Beautiful Theology
Signifying truth in more than words alone
Sunday, January 21, 2007
Boing boing appositely analyzes an retrospective of Magritte’s works at the LA County Museum of Art, with special reference to issues of copyright and fair use. “Magritte and Contemporary Art: The Treachery of Images” explicitly takes up and examines the topic of Magritte’s re-using themes and images — but forbids visitors to take pictures of the exhibition.
Words and Images 8
This unit perplexes me somewhat. I think I accept part of what I take to be Magritte’s point, but I hesitate to endorse the claim as a whole.
Un objet fait supposer qu’il y en a d’autres derrière lui.
An object can give the impression that there are other objects behind it.
Well, yes and no.
Nothing about the drawing in and of itself implies that there are objects behind it. Indeed, the picture that Magritte provides suggests an object — a brick wall — and almost all observers will see the shading that signifies perspective, and infer from it a dimensionality that ordinarily (necessarily?) entails in-front-and-behind-ness, such that there must be (implied) objects behind the wall. But if we begin to say that the picture of a wall implies that objects exist behind it, we elide the differences between pictures and the objects they may depict. We occlude the role that an expresser’s imagination plays, and the role that the observer’s imagination plays in inferring what the image signifies. The expressive and inferential imaginations of sketcher and observer strike at the exact basis of my interest in the visual dimensions of semiotics.
So it’s not that the image of a wall implies that there are objects behind it, but that Magritte drew an image that most viewers will recognize as a wall, with shading that they take to suggest depth, depth that is (presumably) accompanied by other objects in front of and behind the wall.
And the imaginations of sketcher and viewer — that’s where all the implying and inferring take place.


→ WORK REQUIRED: Look through the material below for "black". Copy every line that contains it.

→ WORKING DATA:
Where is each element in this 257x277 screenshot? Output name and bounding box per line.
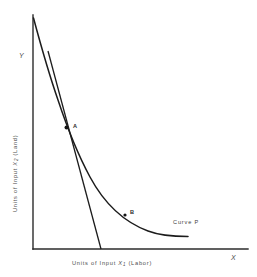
x-axis-name-label: X [231, 254, 236, 261]
x-axis-caption-suffix: (Labor) [126, 260, 152, 266]
y-axis-name-label: Y [19, 52, 24, 59]
curve-p-path [34, 18, 189, 237]
isoquant-chart-svg [0, 0, 257, 277]
y-axis-caption: Units of Input X2 (Land) [13, 135, 19, 212]
y-axis-caption-prefix: Units of Input [12, 166, 18, 212]
y-axis-caption-var: X [12, 161, 18, 166]
point-b-label: B [130, 210, 134, 216]
figure-container: Y X Units of Input X2 (Land) Units of In… [0, 0, 257, 277]
point-b-marker [123, 213, 126, 216]
y-axis-caption-suffix: (Land) [12, 135, 18, 158]
curve-p-label: Curve P [173, 220, 199, 226]
tangent-isocost-line [48, 51, 101, 249]
point-a-marker [65, 126, 69, 130]
y-axis-caption-sub: 2 [14, 158, 19, 161]
x-axis-caption-prefix: Units of Input [72, 260, 118, 266]
point-a-label: A [73, 124, 77, 130]
y-axis-caption-wrapper: Units of Input X2 (Land) [0, 0, 16, 130]
x-axis-caption: Units of Input X1 (Labor) [72, 261, 152, 267]
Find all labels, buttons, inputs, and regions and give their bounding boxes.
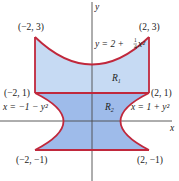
point-label-2-m1: (2, −1) [137, 155, 163, 166]
top-curve-frac-suffix: x² [137, 39, 145, 49]
region-diagram: y x (−2, 3) (2, 3) (−2, 1) (2, 1) (−2, −… [0, 0, 179, 181]
point-label-m2-1: (−2, 1) [4, 88, 30, 99]
point-label-m2-m1: (−2, −1) [16, 155, 47, 166]
x-axis-label: x [169, 123, 175, 133]
left-curve-equation: x = −1 − y² [2, 102, 48, 112]
y-axis-label: y [94, 2, 100, 12]
point-label-2-3: (2, 3) [139, 22, 160, 33]
point-label-2-1: (2, 1) [151, 88, 172, 99]
point-label-m2-3: (−2, 3) [18, 22, 44, 33]
top-curve-frac-den: 4 [134, 44, 137, 50]
right-curve-equation: x = 1 + y² [130, 102, 170, 112]
top-curve-frac-num: 1 [134, 37, 137, 43]
top-curve-equation: y = 2 + [94, 39, 124, 49]
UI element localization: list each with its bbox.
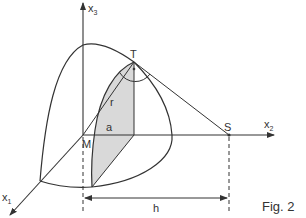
point-M-label: M (82, 138, 91, 150)
point-T-label: T (130, 48, 137, 60)
figure-caption: Fig. 2 (262, 199, 295, 214)
right-angle-dot (133, 68, 135, 70)
x1-axis (10, 135, 83, 215)
point-S-label: S (224, 121, 231, 133)
sphere-tangent-diagram: x3 x2 x1 T S M r a h Fig. 2 (0, 0, 306, 218)
x3-axis-label: x3 (88, 2, 98, 16)
x2-axis-label: x2 (264, 118, 274, 132)
cross-section-a-label: a (106, 121, 113, 133)
tangent-line-TS (134, 62, 229, 135)
point-S-marker (227, 133, 230, 136)
distance-h-label: h (153, 202, 159, 214)
radius-r-label: r (110, 96, 114, 108)
x1-axis-label: x1 (2, 191, 12, 205)
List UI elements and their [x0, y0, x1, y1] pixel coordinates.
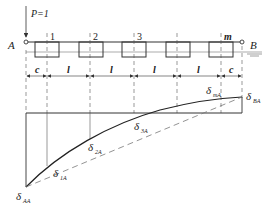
- dim-label-c-right: c: [229, 64, 234, 75]
- svg-text:δ: δ: [16, 190, 22, 202]
- point-label-m: m: [224, 31, 232, 42]
- label-delta-3a: δ 3A: [134, 120, 148, 134]
- beam-segment: [79, 42, 103, 57]
- dim-label-l-2: l: [110, 64, 113, 75]
- dim-label-l-3: l: [153, 64, 156, 75]
- svg-text:1A: 1A: [60, 175, 67, 181]
- support-b-label: B: [250, 39, 257, 51]
- support-a-label: A: [7, 39, 15, 51]
- beam: [26, 42, 262, 57]
- ground-symbol: [247, 54, 262, 56]
- point-label-1: 1: [50, 31, 55, 42]
- dim-label-c-left: c: [35, 64, 40, 75]
- label-delta-2a: δ 2A: [88, 141, 102, 155]
- point-label-2: 2: [93, 31, 98, 42]
- svg-text:δ: δ: [206, 84, 212, 96]
- load-label: P=1: [30, 8, 49, 19]
- svg-text:δ: δ: [246, 90, 252, 102]
- svg-text:BA: BA: [253, 98, 261, 104]
- svg-text:δ: δ: [88, 141, 94, 153]
- svg-text:δ: δ: [134, 120, 140, 132]
- support-b-hinge: [240, 40, 244, 44]
- label-delta-aa: δ AA: [16, 190, 31, 204]
- svg-text:2A: 2A: [95, 149, 102, 155]
- svg-text:δ: δ: [53, 167, 59, 179]
- point-label-3: 3: [137, 31, 142, 42]
- dim-label-l-4: l: [197, 64, 200, 75]
- svg-text:mA: mA: [213, 92, 221, 98]
- dim-label-l-1: l: [67, 64, 70, 75]
- label-delta-ma: δ mA: [206, 84, 221, 98]
- beam-segment: [166, 42, 190, 57]
- label-delta-1a: δ 1A: [53, 167, 67, 181]
- label-delta-ba: δ BA: [246, 90, 261, 104]
- influence-line-diagram: P=1 A B 1 2 3 m c l l: [0, 0, 272, 207]
- svg-text:3A: 3A: [140, 128, 148, 134]
- svg-text:AA: AA: [22, 198, 31, 204]
- support-a-hinge: [24, 40, 28, 44]
- guide-lines: [26, 33, 242, 113]
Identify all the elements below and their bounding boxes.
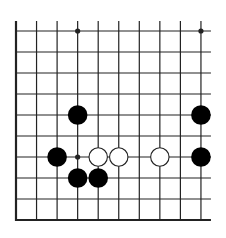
stones: [47, 105, 210, 188]
black-stone: [47, 147, 67, 167]
star-point: [198, 28, 203, 33]
go-board: [0, 0, 226, 238]
black-stone: [68, 168, 88, 188]
grid-lines: [15, 21, 211, 221]
white-stone: [151, 148, 169, 166]
white-stone: [110, 148, 128, 166]
star-point: [75, 154, 80, 159]
black-stone: [68, 105, 88, 125]
white-stone: [89, 148, 107, 166]
black-stone: [191, 147, 211, 167]
black-stone: [88, 168, 108, 188]
star-point: [75, 28, 80, 33]
black-stone: [191, 105, 211, 125]
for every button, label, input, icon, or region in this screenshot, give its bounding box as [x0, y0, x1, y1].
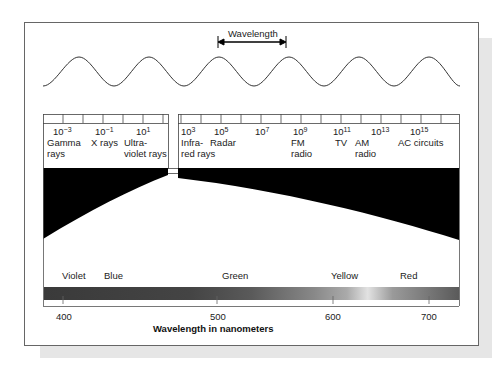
- gap-connector: [168, 169, 178, 174]
- nm-700: 700: [421, 311, 437, 322]
- diagram-graphics: [0, 0, 492, 365]
- scale-label-am: 1013AMradio: [355, 126, 389, 159]
- color-violet: Violet: [62, 270, 86, 281]
- sine-wave: [43, 57, 460, 86]
- visible-light-funnel-right: [178, 168, 459, 240]
- scale-label-radar: 105Radar: [210, 126, 236, 148]
- color-green: Green: [222, 270, 248, 281]
- scale-label-uv: 101Ultra-violet rays: [124, 126, 167, 159]
- scale-label-tv: 1011TV: [333, 126, 351, 148]
- scale-label-ac: 1015AC circuits: [398, 126, 443, 148]
- color-yellow: Yellow: [331, 270, 358, 281]
- scale-label-gamma: 10−3Gammarays: [47, 126, 81, 159]
- visible-light-funnel: [43, 168, 168, 239]
- scale-label-fm: 109FMradio: [291, 126, 312, 159]
- scale-label-1e7: 107: [255, 126, 269, 137]
- nm-500: 500: [210, 311, 226, 322]
- scale-label-xray: 10−1X rays: [91, 126, 118, 148]
- color-red: Red: [400, 270, 417, 281]
- axis-title: Wavelength in nanometers: [153, 323, 274, 334]
- nm-400: 400: [56, 311, 72, 322]
- nm-600: 600: [325, 311, 341, 322]
- color-blue: Blue: [104, 270, 123, 281]
- visible-spectrum-bar: [44, 287, 459, 300]
- wavelength-label: Wavelength: [228, 28, 278, 39]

→ RESPONSE AREA:
black-stone: [47, 147, 67, 167]
black-stone: [68, 168, 88, 188]
black-stone: [68, 105, 88, 125]
black-stone: [191, 147, 211, 167]
black-stone: [88, 168, 108, 188]
black-stone: [191, 105, 211, 125]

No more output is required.